Business Services Industry
Going Public Goes High-Tech
Entrepreneur, April, 2000 by David R. Evanson, Art Beroff
Plane fares, dinners--a traditional IPO roadshow can be costly. Why not take it to the Net?
At a time when most recent college graduates are closing Internet deals, or at least trying to close Internet deals, entrepreneurs Jeremy Kraus, 24, and Sam Cohen, 23, have taken the decidedly low-tech fork in the road. But that's OK, because the pair sees plenty of opportunity--and the prospects for creating a good, old-fashioned fortune--in, of all things, ice cream.
Jeremy's Microbatch Ice Cream began in 1997 when Kraus, then an undergraduate student at the University of Pennsylvania's Wharton School of Business, wrote a business plan as part of an entrepreneurial-studies class. What Kraus came to see from his research, according to partner Sam Cohen, "was that there were opportunities for niche players to evolve into national brands if the roll-out was executed properly." More important, in the ice-cream business, there hadn't been a blockbuster success since Ben & Jerry's--and that was more than 20 years ago.
The true catalyst for the venture, however, came from the reactions to the plan. According to Cohen, "People were interested in it. They wanted to talk about it. And the more Jeremy talked about the idea and his company, the more it seemed to make good sense."
While still in his junior year, Kraus started making ice cream and looking for outside capital. Cohen started working with him, first as a volunteer, but then more formally as the pair clicked. The real turning point came at the end of 1997 and into 1998, as Jeremy's Microbatch landed its first round of outside capital from professional investors--$150,000. "After that point, we started taking the business seriously," says Cohen. "It stopped being something fun and started to be, for us, something that really had a shot."
The ante was upped a short time later in the spring of 1998, when venture firm Bluestem Capital of Sioux Falls, South Dakota, invested another $900,000. Says Cohen of his remote investor, "In the digital age, you'll go a long way to sell an ice-cream deal."
But now that some outside investors were on board, getting them back out some day--in other words, ensuring the company offered an exit strategy to cash out--became a significant consideration. Only three scenarios were now likely for Jeremy's Microbatch Ice Cream: outright failure, acquisition by a larger firm or an IPO. Failure didn't seem to be an option. Nor did working for someone else. An IPO loomed large, and the pair filed a registration statement to go public on October 25, 1999.
THE WAY WE WERE
In many respects, selling an IPO (or, for that matter, any kind of deal) hasn't advanced much since the time ice cream was invented. Entrepreneurs pitch investors and brokers directly in a tortuous rite of passage known as a roadshow, which happens during the course of two to three weeks, or in a less structured series of meetings that can stretch over a period of months.
But what has changed is the pace at which businesses are conceived, financed and rolled out. This happens fast. And what entrepreneurs are finding is that time spent on the roadshow could be better-used. Companies actually undermine their own future prospects by taking the CEO, CFO, and perhaps other key personnel out of the business at a critical juncture in its development. Yet this has to happen, because if the company is not at some critical juncture, perhaps even at the very precipice of stunning success, then why even have an offering to begin with?
Well, any tool to get investors is a good tool, and in many respects, says David Bauman, founder and president of Philadelphia-based Investor Broadcast Network, "that tool is here today, and it's called the virtual roadshow." Bauman's firm is one of several Internet firms enabling companies bidding for IPOs to put their roadshow on the Net and, the theory goes, dramatically reduce out-of-pocket expenses and the drain on management time.
According to Bauman, the mechanics of a virtual roadshow are driven in large measure by the dictates of the Securities and Exchange Commission (SEC), which regulates the selling and trading of securities. First, says Bauman, virtual roadshows, like real roadshows, are not open to the public. They are password-protected by the investment banker running the deal. In theory, the banker provides the password to accredited investors, which include institutions and licensed brokers.
Second, he says, the virtual roadshow is not always a live event. During the course of a traditional roadshow, the management team might give their presentation between 50 and 60 times to different audiences. The virtual roadshow, however, gives investors access to so-called streaming video over the Internet that is representative of a live presentation. Bauman says companies generally use the "kick-off presentation," often hosted at the investment banker's headquarters, as the one they stream over the Internet.
Another facet of virtual roadshows dictated by SEC rules is that a prospectus must be immediately accessible and the presentation cannot be copied by the viewer--presumably to cut short the possibility of the presentation getting into the wrong hands.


From first line to last, transcribe the listing exactly and skip any image.

=== Section Start ===

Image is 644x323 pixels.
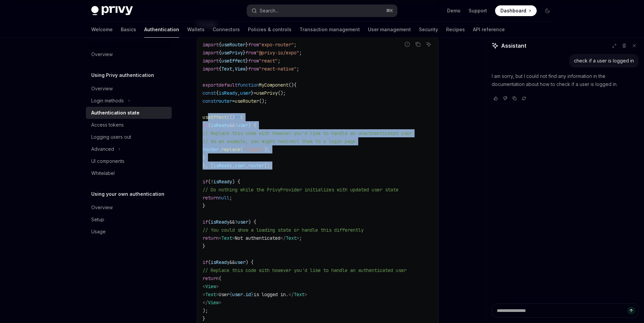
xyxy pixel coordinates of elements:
[219,90,237,96] span: isReady
[227,114,235,120] span: (()
[203,284,205,289] span: <
[230,219,235,225] span: &&
[219,66,221,72] span: {
[91,190,164,198] h5: Using your own authentication
[237,219,248,225] span: user
[288,291,294,297] span: </
[203,58,219,64] span: import
[368,21,411,37] a: User management
[216,291,219,297] span: >
[246,162,248,168] span: ,
[259,66,297,72] span: "react-native"
[86,167,172,179] a: Whitelabel
[86,82,172,95] a: Overview
[278,58,280,64] span: ;
[86,107,172,119] a: Authentication state
[297,235,299,241] span: >
[203,114,227,120] span: useEffect
[91,21,113,37] a: Welcome
[211,122,230,128] span: isReady
[91,50,113,58] div: Overview
[246,66,248,72] span: }
[203,162,213,168] span: }, [
[221,41,246,48] span: useRouter
[446,21,465,37] a: Recipes
[425,40,433,49] button: Ask AI
[492,304,639,318] textarea: Ask a question...
[221,146,240,153] span: replace
[91,204,113,211] div: Overview
[91,121,124,129] div: Access tokens
[208,122,211,128] span: (
[300,21,360,37] a: Transaction management
[221,235,232,241] span: Text
[216,90,219,96] span: {
[243,291,246,297] span: .
[211,259,230,265] span: isReady
[219,58,221,64] span: {
[278,90,286,96] span: ();
[294,41,297,48] span: ;
[264,162,273,168] span: ]);
[203,179,208,185] span: if
[237,90,240,96] span: ,
[248,21,292,37] a: Policies & controls
[246,50,256,56] span: from
[248,219,256,225] span: ) {
[91,157,124,165] div: UI components
[501,7,526,14] span: Dashboard
[235,66,246,72] span: View
[203,203,205,209] span: }
[219,195,230,201] span: null
[501,41,526,50] span: Assistant
[86,131,172,143] a: Logging users out
[203,243,205,249] span: }
[91,169,115,177] div: Whitelabel
[205,291,216,297] span: Text
[297,66,299,72] span: ;
[219,41,221,48] span: {
[414,40,423,49] button: Copy the contents from the code block
[230,291,232,297] span: {
[305,291,307,297] span: >
[91,145,114,153] div: Advanced
[294,82,297,88] span: {
[243,50,246,56] span: }
[203,227,364,233] span: // You could show a loading state or handle this differently
[203,131,412,136] span: // Replace this code with however you'd like to handle an unauthenticated user
[221,58,246,64] span: useEffect
[520,95,528,102] button: Reload last chat
[259,82,288,88] span: MyComponent
[203,291,205,297] span: <
[86,48,172,60] a: Overview
[203,138,356,144] span: // As an example, you might redirect them to a login page
[86,143,172,155] button: Toggle Advanced section
[495,5,537,16] a: Dashboard
[288,82,294,88] span: ()
[264,146,270,153] span: );
[216,98,232,104] span: router
[240,90,251,96] span: user
[213,162,232,168] span: isReady
[403,40,412,49] button: Report incorrect code
[203,235,219,241] span: return
[91,6,133,15] img: dark logo
[203,275,219,282] span: return
[237,122,248,128] span: user
[232,235,235,241] span: >
[213,21,240,37] a: Connectors
[232,179,240,185] span: ) {
[232,66,235,72] span: ,
[86,119,172,131] a: Access tokens
[91,216,104,224] div: Setup
[221,50,243,56] span: usePrivy
[203,187,398,193] span: // Do nothing while the PrivyProvider initializes with updated user state
[235,162,246,168] span: user
[86,95,172,107] button: Toggle Login methods section
[251,291,254,297] span: }
[501,95,509,102] button: Vote that response was not good
[219,275,221,282] span: (
[469,7,487,14] a: Support
[386,8,393,13] span: ⌘ K
[235,259,246,265] span: user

=== Section End ===

* Solution for this problem *
Image is 644x323 pixels.
xyxy pixel coordinates of elements:
[219,90,237,96] span: isReady
[227,114,235,120] span: (()
[203,284,205,289] span: <
[230,219,235,225] span: &&
[219,66,221,72] span: {
[91,190,164,198] h5: Using your own authentication
[237,219,248,225] span: user
[288,291,294,297] span: </
[203,58,219,64] span: import
[368,21,411,37] a: User management
[216,291,219,297] span: >
[246,162,248,168] span: ,
[259,66,297,72] span: "react-native"
[86,167,172,179] a: Whitelabel
[86,82,172,95] a: Overview
[278,58,280,64] span: ;
[86,107,172,119] a: Authentication state
[297,235,299,241] span: >
[203,114,227,120] span: useEffect
[91,21,113,37] a: Welcome
[211,122,230,128] span: isReady
[91,50,113,58] div: Overview
[246,66,248,72] span: }
[203,162,213,168] span: }, [
[221,41,246,48] span: useRouter
[446,21,465,37] a: Recipes
[425,40,433,49] button: Ask AI
[492,304,639,318] textarea: Ask a question...
[221,146,240,153] span: replace
[91,204,113,211] div: Overview
[91,121,124,129] div: Access tokens
[208,122,211,128] span: (
[300,21,360,37] a: Transaction management
[221,235,232,241] span: Text
[216,90,219,96] span: {
[243,291,246,297] span: .
[211,259,230,265] span: isReady
[219,58,221,64] span: {
[278,90,286,96] span: ();
[294,41,297,48] span: ;
[264,162,273,168] span: ]);
[203,179,208,185] span: if
[237,90,240,96] span: ,
[248,21,292,37] a: Policies & controls
[246,50,256,56] span: from
[248,219,256,225] span: ) {
[91,157,124,165] div: UI components
[501,7,526,14] span: Dashboard
[235,66,246,72] span: View
[203,203,205,209] span: }
[219,195,230,201] span: null
[501,41,526,50] span: Assistant
[86,131,172,143] a: Logging users out
[203,243,205,249] span: }
[91,169,115,177] div: Whitelabel
[205,291,216,297] span: Text
[297,66,299,72] span: ;
[219,41,221,48] span: {
[414,40,423,49] button: Copy the contents from the code block
[230,291,232,297] span: {
[305,291,307,297] span: >
[91,145,114,153] div: Advanced
[294,82,297,88] span: {
[243,50,246,56] span: }
[203,227,364,233] span: // You could show a loading state or handle this differently
[203,131,412,136] span: // Replace this code with however you'd like to handle an unauthenticated user
[221,58,246,64] span: useEffect
[520,95,528,102] button: Reload last chat
[259,82,288,88] span: MyComponent
[203,291,205,297] span: <
[86,48,172,60] a: Overview
[203,138,356,144] span: // As an example, you might redirect them to a login page
[86,143,172,155] button: Toggle Advanced section
[495,5,537,16] a: Dashboard
[288,82,294,88] span: ()
[264,146,270,153] span: );
[216,98,232,104] span: router
[240,90,251,96] span: user
[213,162,232,168] span: isReady
[403,40,412,49] button: Report incorrect code
[203,235,219,241] span: return
[91,6,133,15] img: dark logo
[203,275,219,282] span: return
[237,122,248,128] span: user
[232,235,235,241] span: >
[213,21,240,37] a: Connectors
[232,179,240,185] span: ) {
[232,66,235,72] span: ,
[86,119,172,131] a: Access tokens
[91,216,104,224] div: Setup
[221,50,243,56] span: usePrivy
[203,187,398,193] span: // Do nothing while the PrivyProvider initializes with updated user state
[235,162,246,168] span: user
[86,95,172,107] button: Toggle Login methods section
[251,291,254,297] span: }
[501,95,509,102] button: Vote that response was not good
[219,275,221,282] span: (
[469,7,487,14] a: Support
[386,8,393,13] span: ⌘ K
[235,259,246,265] span: user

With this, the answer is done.